Because of circumstance, and the fact that I have devoured thousands of play-by-plays in recent years, I find myself drawn to exactly this mundane, no-personality level of detail. I'm no libertarian, but I find myself extremely distrustful of written authority at this point -- instead of trusting somebody's description of the game, I'd like to digest the game myself, then read others' interpretations of meaning. But then, I'm both a) mundane and b) a nerd who has decided that writing 2,500 words about 120 different teams sounds like a nifty offseason project.
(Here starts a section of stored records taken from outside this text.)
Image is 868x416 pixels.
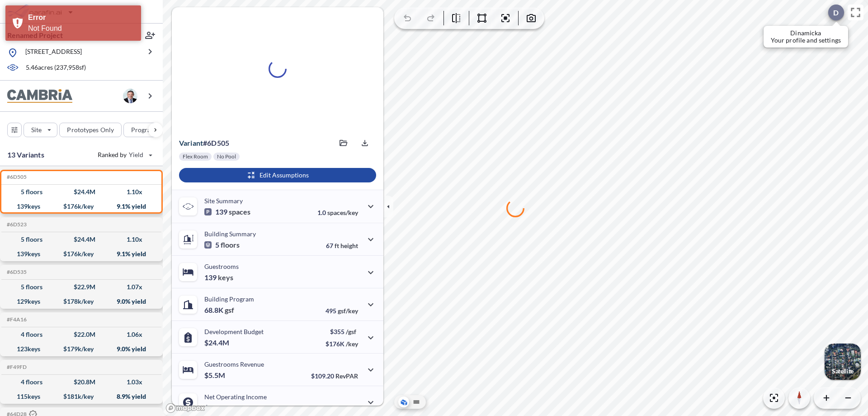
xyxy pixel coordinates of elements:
span: gsf [225,305,235,314]
button: Edit Assumptions [179,168,376,182]
span: height [341,242,359,249]
p: 5 [204,240,240,249]
button: Aerial View [399,396,409,407]
span: spaces [229,207,251,216]
p: $2.2M [204,404,227,412]
h5: Click to copy the code [5,269,27,275]
p: 5.46 acres ( 237,958 sf) [26,62,86,73]
span: /gsf [346,328,356,336]
p: Flex Room [183,153,208,160]
h5: Click to copy the code [5,174,27,180]
p: Building Program [204,295,254,303]
p: 1.0 [318,209,359,216]
p: 67 [327,242,359,249]
span: margin [338,404,359,412]
h5: Click to copy the code [5,221,27,228]
span: Variant [179,138,203,147]
span: RevPAR [335,372,359,379]
p: Guestrooms [204,262,239,270]
p: Satellite [832,368,854,375]
p: Guestrooms Revenue [204,361,264,368]
p: 40.0% [319,404,359,412]
img: user logo [123,88,137,104]
span: /key [346,340,359,347]
p: Building Summary [204,230,256,237]
h5: Click to copy the code [5,364,27,370]
span: Yield [128,150,144,159]
button: Ranked by Yield [90,147,158,162]
p: $355 [326,328,359,336]
p: $176K [326,340,359,347]
p: Net Operating Income [204,393,267,401]
a: Mapbox homepage [166,403,205,413]
p: No Pool [217,153,236,160]
p: Site [31,125,42,135]
p: Edit Assumptions [260,171,309,179]
span: spaces/key [327,209,359,216]
span: floors [220,240,240,249]
button: Switcher ImageSatellite [825,344,861,379]
p: # 6d505 [179,138,229,147]
p: Your profile and settings [771,37,841,44]
p: Site Summary [204,197,243,204]
span: keys [218,273,234,282]
p: Development Budget [204,328,264,336]
span: ft [335,242,339,249]
button: Prototypes Only [59,122,121,137]
p: 139 [204,273,234,282]
img: BrandImage [7,89,72,104]
div: Not Found [28,23,135,34]
p: $24.4M [204,338,231,347]
p: [STREET_ADDRESS] [25,47,82,58]
p: 495 [326,307,359,314]
button: Site [23,122,57,137]
div: Error [28,12,135,23]
span: gsf/key [338,307,359,314]
p: $109.20 [311,372,359,379]
p: Prototypes Only [67,125,114,135]
p: 68.8K [204,305,235,314]
p: Dinamicka [771,29,841,37]
p: D [833,9,839,17]
button: Site Plan [411,396,422,407]
button: Program [123,122,172,137]
p: Program [131,125,156,135]
h5: Click to copy the code [5,316,27,322]
p: 13 Variants [7,149,45,160]
p: $5.5M [204,370,227,379]
img: Switcher Image [825,344,861,379]
p: 139 [204,207,251,216]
SBN'ers respond to a couple of my Summer Vacation pieces: Sippin' On Purple wonders if Northwestern fans undervalue Pat Fitzgerald as an in-game coach (general tone of the comments: "This guy doesn't know what he's talking about--Fitzgerald's lucky."), and Rock Chalk Talk wonders why the Kansas piece was 2,700 words instead of about seven -- "Holy crap, were they terrible last year."
Senator Blutarsky and The Mercury News' Jon Wilner get to the heart of the biggest problems with the "ANTI-TRUST!!!1!" argument.
… Just to underscore the disparity in TV money — and financial might — here’s an updated list of the per-school revenue (all figures approx; some figures taken from SportsBusiness Journal and other reports):
Pac-12: $21 million
Big Ten: $21 million (includes Big Ten Network)
SEC: $17 million
ACC: $13 million
Big 12: $12.5 million
Notre Dame: $9 million
C-USA: $1.3 million
MWC: $1 million
MAC/WAC/Sun Belt: < $1 millionYou don’t have to be a Nobel Prize winner in economics to realize that those at the top of the food chain are going to do what they feel they must to protect it.
Is the BCS a "cartel"? You could certainly make the case. But it was a "cartel" created by TV revenue, conference commissioners and university presidents. As I continue to say, attacking the BCS is completely missing the point.
I continue to find myself more and more fascinated with
football soccer stats, and this Globe and Mail article is a good example of why. The stats are so simple, and they tell so, so much.
Everybody's probably already seen last week's interesting Tom Dienhart quotes compilation about coaches and stats, but I'll go ahead and share it here and mention that I have an extensive post about it on the way ... if the SBN profiles and Football Outsiders Almanac 2011 rough drafts ever stop pummeling me...
As a Missouri citizen, I feel compelled to also pass along the link to the Ozarks Red Cross for those interested in donating to the clean up and recovery of Joplin, MO. My only connection to Joplin is that I have a few friends who live there (they're fine), and I always stop at the gas station and Starbucks there on my way from Columbia to see family in Oklahoma City. But it's an awful, awful situation. These storms are becoming more and more common, and it's not going to stop anytime soon.